She said that "in the old days" women would "slap down" men who assaulted or harassed them, explaining: "In the old days, there were movies - the Carry On comedies, for example - which always had a man leering after women. And the women always outwitted him - he was a fool.
Most of the rest Greer said was true, but historically it isn't true actresses "slapped down" male assault. The "casting couch" goes back to the very beginnings of Hollywood. Starlets didn't dare turn down the advances of studio heads for fear they would be blackballed forever from the industry; back then, the industry was extremely incestuous. The women were afraid they would be tossed out into the street with no money and no work. Many traveled hundreds if not thousands of miles away from their homes and their families just so they could get the all-important "break" in the motion picture industry. They couldn't speak out, either, and it was for the same reason. A woman like Patricia Douglas was a rare exception. She was the woman who was raped at a 1937 MGM salesman convention by one salesman, and she tried to fight the studio in the courts. The rapist was never charged, and she lost every step of the way. Author David Stenn made a movie about her, Girl 27, a film I mentioned a few days ago. But Douglas was the rare exception of a woman going public, and she did shortly after she had been raped. Most women kept silent for fear of financial ruin and fear of their reputations being destroyed.

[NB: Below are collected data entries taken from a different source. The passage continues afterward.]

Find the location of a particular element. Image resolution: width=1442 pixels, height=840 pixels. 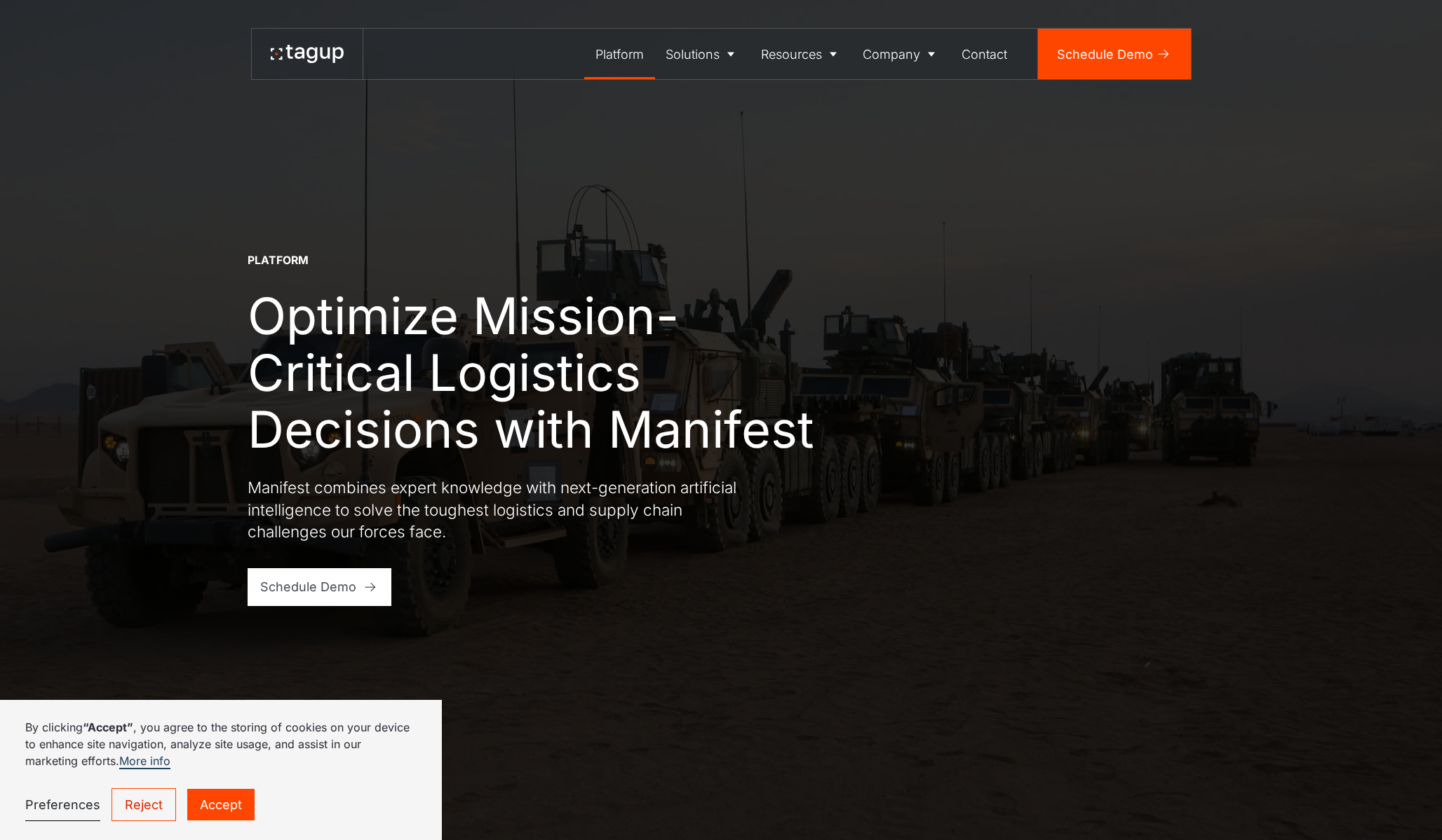

a: Company is located at coordinates (901, 54).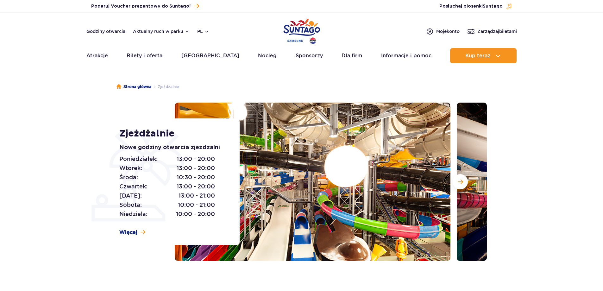  Describe the element at coordinates (145, 6) in the screenshot. I see `a: Podaruj Voucher prezentowy do Suntago!` at that location.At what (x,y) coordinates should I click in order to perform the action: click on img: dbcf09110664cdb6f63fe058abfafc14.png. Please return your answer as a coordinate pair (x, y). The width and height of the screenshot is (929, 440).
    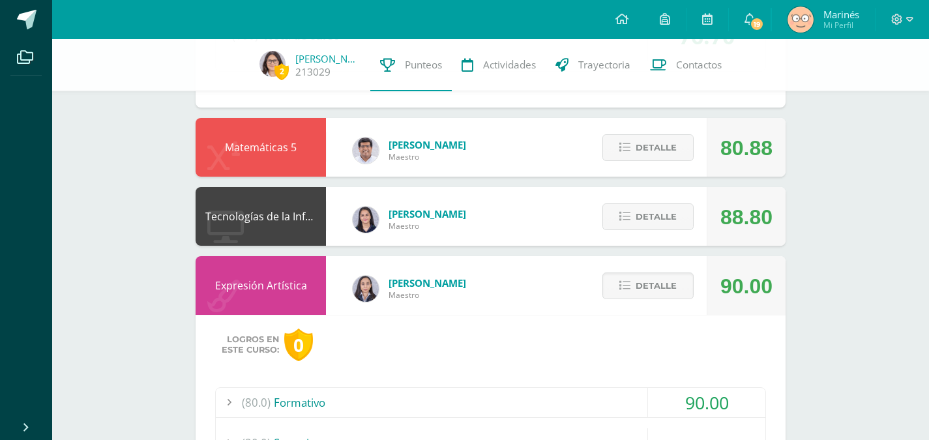
    Looking at the image, I should click on (366, 220).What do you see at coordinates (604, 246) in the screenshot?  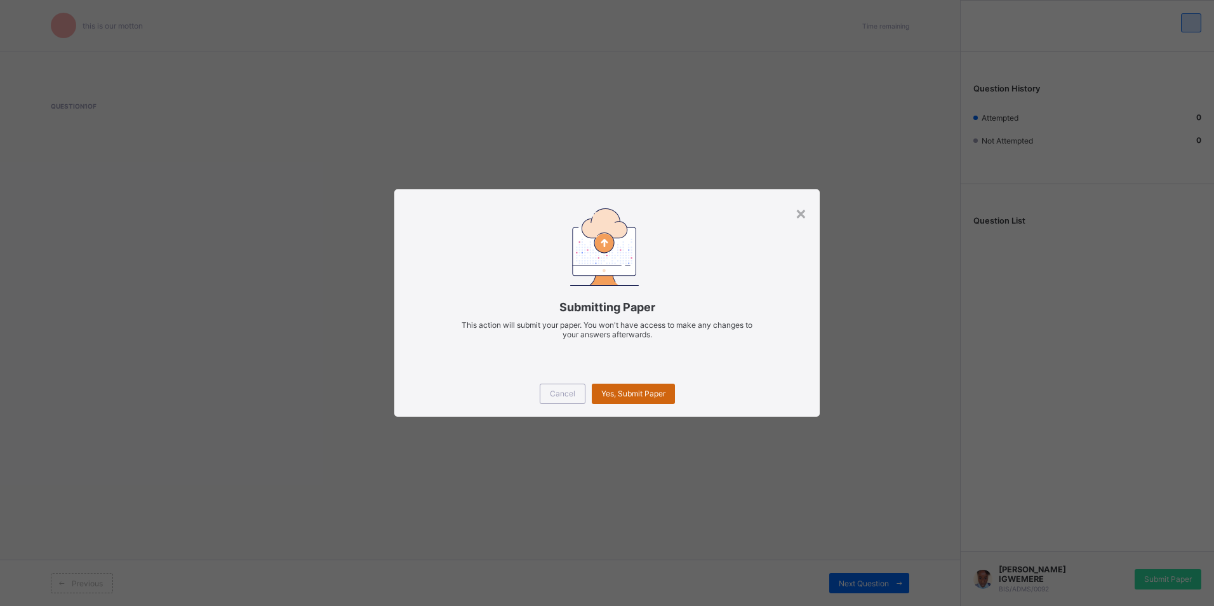 I see `img: submitting-paper.7509aad6ec86be490e328e6d2a33d40a.svg` at bounding box center [604, 246]. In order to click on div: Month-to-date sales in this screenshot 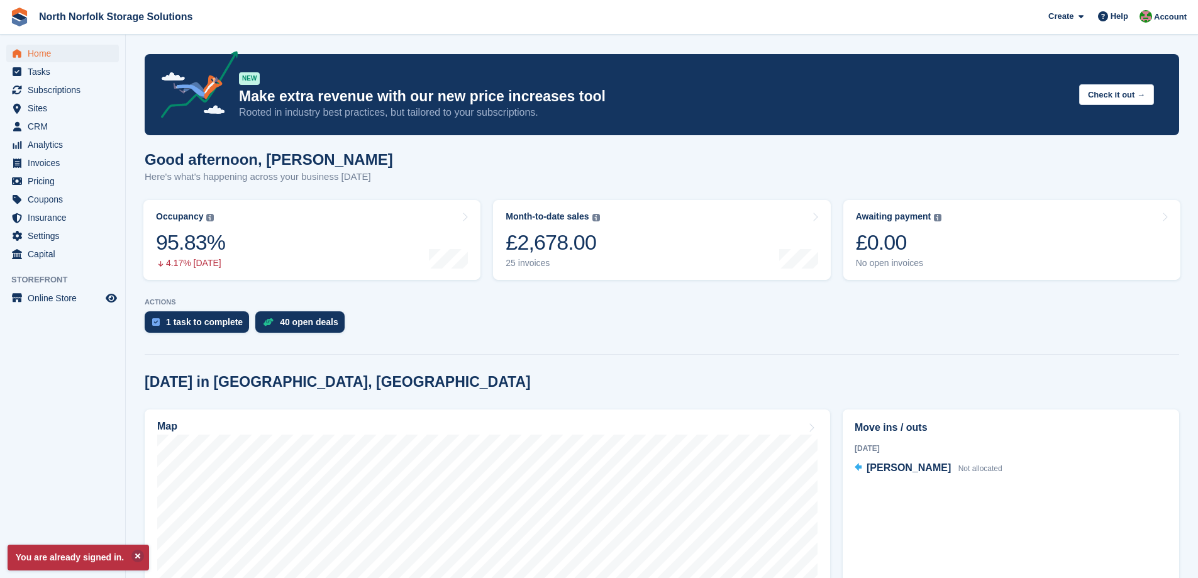, I will do `click(547, 216)`.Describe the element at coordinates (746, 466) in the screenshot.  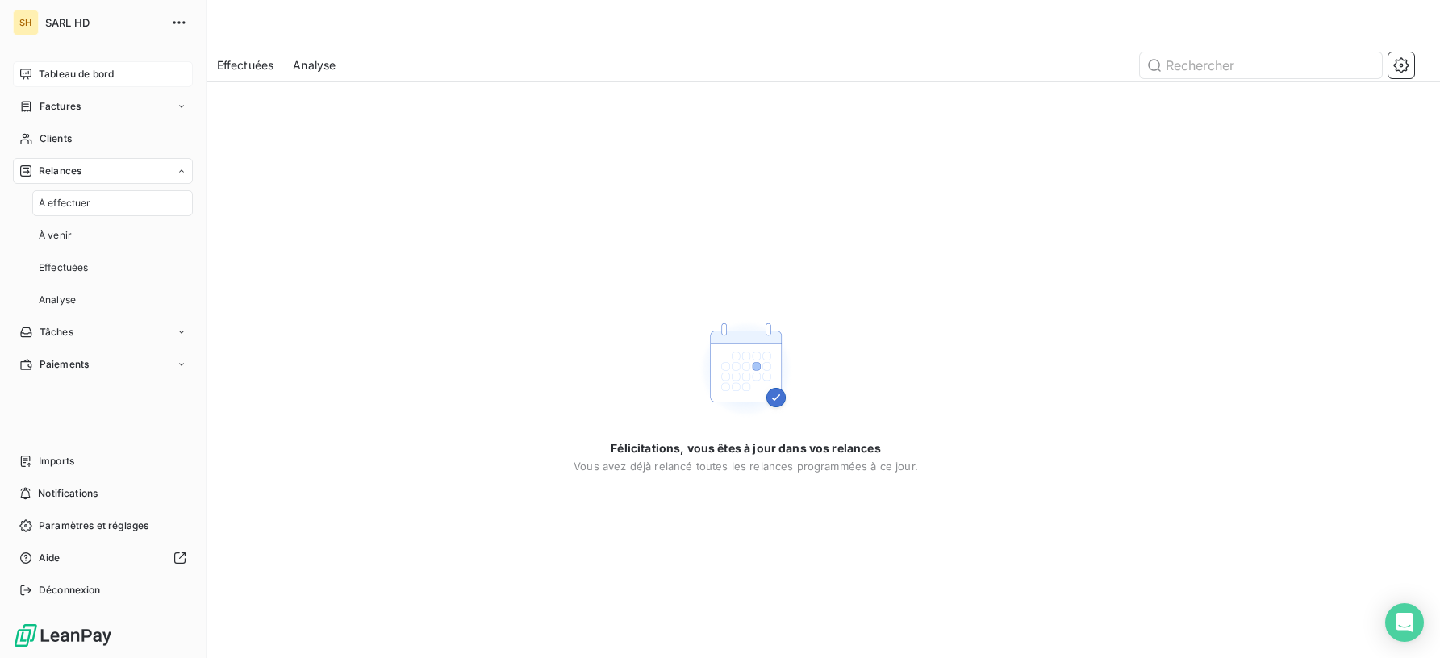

Almost all the big studio heads during the "golden age" of the Hollywood studio system employed the "casting couch," with the very worst them being 20th Century Fox's Darryl F. Zanuck. He was a total pig, which is an insult to swine. There really are no words harsh enough to describe this creep. He must have had a "short man" complex--he was diminutive--and felt he needed to assert his power in other, more vile ways. He married silent film actress Virginia Fox, who was no relation to the head of Fox Studios. He never divorced her despite his rampant harassment of women and his cheating on her with much-younger mistresses. As an aside, she was with him to the end of his life, after he suffered from a stroke and needed constant care, and after she threw out his last girlfriend, one Genevieve Gilles. He eventually died of pneumonia in 1979, the last of the "golden age" Hollywood moguls.
But back to his vile treatment of women. You can find lots and lots of articles about Zanuck on the internet and a number of books about his life and career. This article from October mentions Harvey Weinstein and his membership od the Academy of Motion Picture Arts and Sciences, which dumped him, while looking at what Zanuck did decades ago:
Over at the Beverly Hills public library on Friday, Harris’s Dark Legacy book was still on the shelf. In it, any interested reader could learn that Zanuck – governor, benefactor, three-time recipient of a lifetime achievement award – went through contract actresses like tissue paper. “He was not serious about any of the women,” wrote Harris. “To him they were merely pleasurable breaks in the day – like polo, lunch, and practical jokes.”
Actresses were routinely summoned to a small part of his large, green-paneled office suite, in which he kept the casting couch. This was hardly a secret. As Harris wrote: “Anyone at the studio knew of the afternoon trysts.” Gossips said the studio shut down for a half-hour at 4 p.m. every day, while Zanuck had his way.
In the early 1980s, a Fox rep, conducting a private tour of the studio’s Century City lot, matter-of-factly described subterranean passages which, he said, were used by actresses who didn’t want to be seen on their sex trips to and from Zanuck’s office. The Underground Railroad, this was not. In fact, Zanuck’s record of harassment leaves something of a Confederate monuments problem at Fox today: Can anyone offended by Weinstein’s behavior feel entirely comfortable in Fox’s beautifully appointed Darryl F. Zanuck Theater? Or should it perhaps be renamed for an executive or producer who treated women better?
There is a bit of hypocrisy there, isn't there?